The original version of popkin was an R package available on CRAN.
This binary suite focuses on optimizing the popkin function of the same package and related tasks, to apply to datasets with large numbers of loci and individuals.
This suite doesn not replace the rest of the functionality of the R package, particularly its plotting functions.
This version of popkin is a very simple scanner of plink BED/BIM/FAM files that produces a GRM.BIN output.
This c++ project converts genotypes on the fly, using minimal memory even for very large files.
It also has optional optimizations for processors with avx2 and avx512 instruction sets.
popkinpca is an efficient calculator of the eigenvalues and eigenvectors of the kinship or coancestry matrices otherwise calculated by popkin, designed for very large numbers of individuals.
This code employs the Mailman algorithm and the Spectra library for calculating the desired decompositions scalably, similar to predecessors such as SCOPE and ProPCA but adapted for popkin.
popkinpca requires both the Eigen and Spectra libraries, which on Fedora Linux you can install with this command:
dnf install eigen3-devel spectra-develYou may need to adjust the paths to their sources in the Makefile.
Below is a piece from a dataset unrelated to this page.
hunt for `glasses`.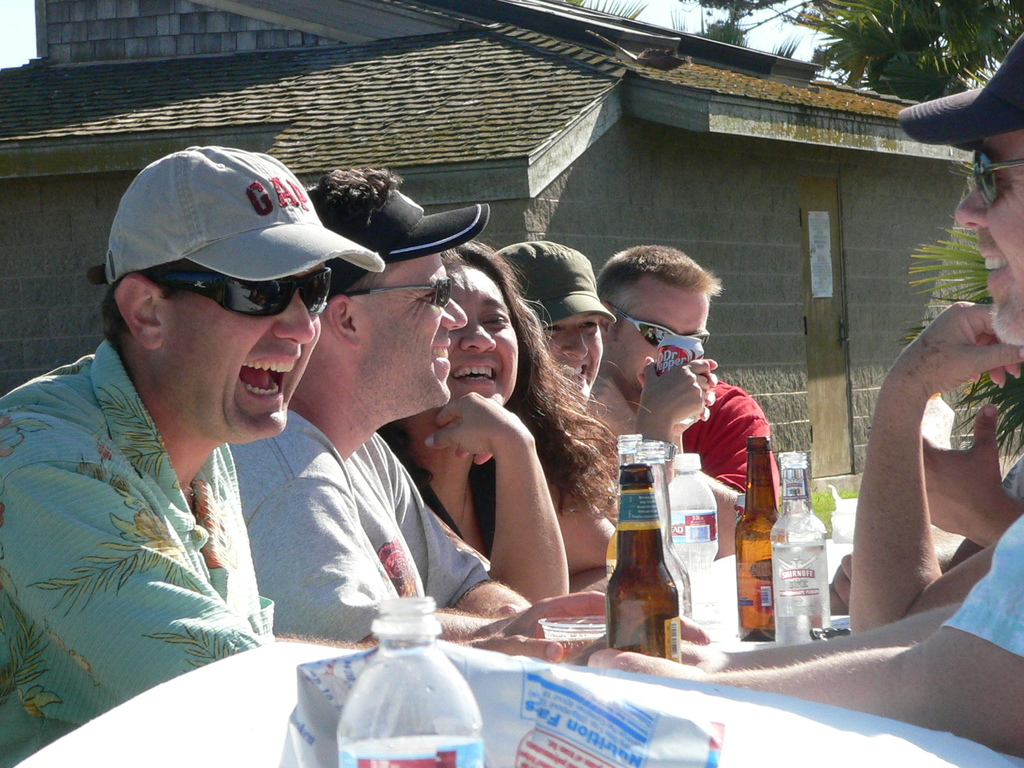
Hunted down at bbox(337, 273, 463, 312).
After that, this project can be compiled as usual:
makeIf successful, you can test that outputs are as expected by comparing to an internal R version (requires popkin, BEDMatrix, genio, and RSpectra CRAN packages) that is more straighforward code but consumes way more memory on larger files (it is tested on a toy dataset where this is not a concern). The test passed if there are no error messages:
make testUnder build/ there is a version already compiled under my own Linux computer, which may work with other Linux systems.
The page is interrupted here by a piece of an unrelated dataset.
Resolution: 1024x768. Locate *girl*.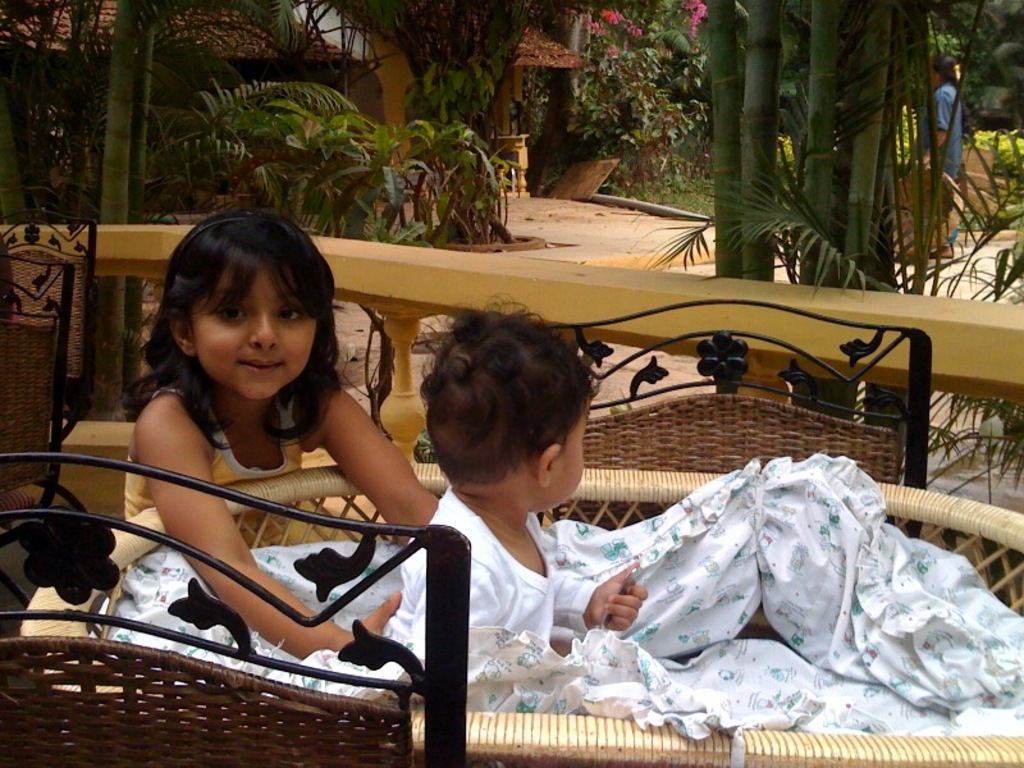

popkin requires these two arguments:
./popkin -i <input_base> -o <output_base>
<input_base>is the shared base name of the input plink.bed,.bim, and.famfiles, all of which are required.<output_base>is the base name of the output file..grm.bin,.grm.N.bin, and.grm.idextensions are automatically added to the corresponding GRM binary outputs that GCTA normally makes (except our kinship is half as small as theirs!).